Continual improvement
24th of April 2025Continual improvement has been something on my mind recently. In large part, I think it's a reaction to the increasingly widespread usage of Large Language Models which I have the misfortune of hearing every day. Over time, it's solidified into something of a mindset I hold and believe is important in the (theoretically) coming age of automation.
The crux of my mindset of continual improvement is that almost everything I find myself needing to do can form some kind of practice or learning experience. Writing documentation will help me practice conveying information, writing unit tests helps me better understand the code I have, and coming up with TTRPG character names on the fly is an exercise in improvisation. Each of these tasks are things I see LLMs gradually expanding into, and for some of them I completely understand why. I don't particularly enjoy writing documentation and would love to get around it if I could. But I think being forced to do it allows me to practice my skills at it. By writing down the details of an API or a process, it gives me time to reflect on how I built it and whether or not the instructions sound insane for someone else to follow. Similarly with a unit test.

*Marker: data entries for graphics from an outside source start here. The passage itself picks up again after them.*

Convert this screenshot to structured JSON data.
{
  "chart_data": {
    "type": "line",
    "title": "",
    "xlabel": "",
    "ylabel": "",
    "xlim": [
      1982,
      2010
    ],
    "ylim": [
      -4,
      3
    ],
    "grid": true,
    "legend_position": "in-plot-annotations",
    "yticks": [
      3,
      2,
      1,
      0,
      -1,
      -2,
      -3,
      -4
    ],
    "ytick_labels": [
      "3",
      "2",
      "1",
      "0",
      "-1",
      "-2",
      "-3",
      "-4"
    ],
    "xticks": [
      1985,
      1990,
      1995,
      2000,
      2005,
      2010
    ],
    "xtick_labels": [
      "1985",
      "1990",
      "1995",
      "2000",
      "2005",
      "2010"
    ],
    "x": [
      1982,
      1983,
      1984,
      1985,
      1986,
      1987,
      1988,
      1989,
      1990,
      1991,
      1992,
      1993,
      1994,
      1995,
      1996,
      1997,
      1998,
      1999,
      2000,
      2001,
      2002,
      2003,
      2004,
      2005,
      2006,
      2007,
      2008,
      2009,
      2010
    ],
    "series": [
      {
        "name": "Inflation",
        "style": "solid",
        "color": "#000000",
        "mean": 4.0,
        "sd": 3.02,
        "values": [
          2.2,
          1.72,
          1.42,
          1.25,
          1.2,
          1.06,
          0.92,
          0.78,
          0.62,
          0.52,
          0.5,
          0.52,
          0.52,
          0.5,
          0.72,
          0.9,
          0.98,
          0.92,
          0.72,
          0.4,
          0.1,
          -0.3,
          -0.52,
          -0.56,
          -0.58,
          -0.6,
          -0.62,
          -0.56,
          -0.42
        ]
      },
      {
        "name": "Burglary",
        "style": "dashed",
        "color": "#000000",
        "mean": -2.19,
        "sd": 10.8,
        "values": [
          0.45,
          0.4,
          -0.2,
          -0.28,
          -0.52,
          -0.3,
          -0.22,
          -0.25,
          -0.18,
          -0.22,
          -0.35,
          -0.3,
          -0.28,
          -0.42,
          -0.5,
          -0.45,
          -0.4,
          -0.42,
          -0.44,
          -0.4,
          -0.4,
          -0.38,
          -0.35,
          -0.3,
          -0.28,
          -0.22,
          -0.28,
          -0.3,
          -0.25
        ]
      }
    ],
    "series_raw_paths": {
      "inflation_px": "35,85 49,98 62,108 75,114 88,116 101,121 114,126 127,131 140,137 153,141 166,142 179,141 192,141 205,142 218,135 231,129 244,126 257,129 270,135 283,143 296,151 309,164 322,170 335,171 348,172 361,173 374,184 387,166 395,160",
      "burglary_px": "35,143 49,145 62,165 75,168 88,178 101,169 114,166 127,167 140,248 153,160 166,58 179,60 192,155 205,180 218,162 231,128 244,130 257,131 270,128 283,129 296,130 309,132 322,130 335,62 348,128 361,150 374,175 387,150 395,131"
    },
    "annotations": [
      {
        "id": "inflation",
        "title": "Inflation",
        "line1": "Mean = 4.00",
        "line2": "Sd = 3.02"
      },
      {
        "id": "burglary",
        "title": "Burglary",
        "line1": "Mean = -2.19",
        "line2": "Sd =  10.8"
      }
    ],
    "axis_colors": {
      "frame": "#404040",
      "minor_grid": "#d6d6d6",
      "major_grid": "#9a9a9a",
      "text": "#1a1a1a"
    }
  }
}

What it comes down to, I have found, is deciding what processes I can do without. I have no issue with the washing machine automating away my laundry, why if I could also have it hang my laundry out to dry I would, because I have no desire to become better at washing clothes. What I do care about is being a good programmer, game master, communicator, and so on and so forth until the cows come home. And so I try and understand every small process as a step in practicing and polishing the skillsets I care about.
I've tried to expand this mindset throughout my life. I recently started reading non-fiction books on subject matters that I want to be knowledgeable on, having felt like my existing media diet has left me rather stagnant with my understanding of most things. I've always been one to read the Stack Overflow conversation threads, rather than just taking a quick answer and dipping, because I value the insight it gives me into the problem I'm trying to debug. Lots of small things which can probably be quickly automated over are actually opportunities for growth, and I feel ignoring them for the sake of efficiency is only likely to stifle my growth in the long run.
With LLMs I feel things have become the most egregious. A chatbot today can solve all kinds of problems (to more or less of a degree) but using one is really no better than offloading your chances to grow in return for an instant payoff. I think it's a continuation of the trend for instant gratification, results right now at the cost of anything else. Regardless, you can count me out of offloading my life to an amalgamation of my own words and thoughts sold back to me.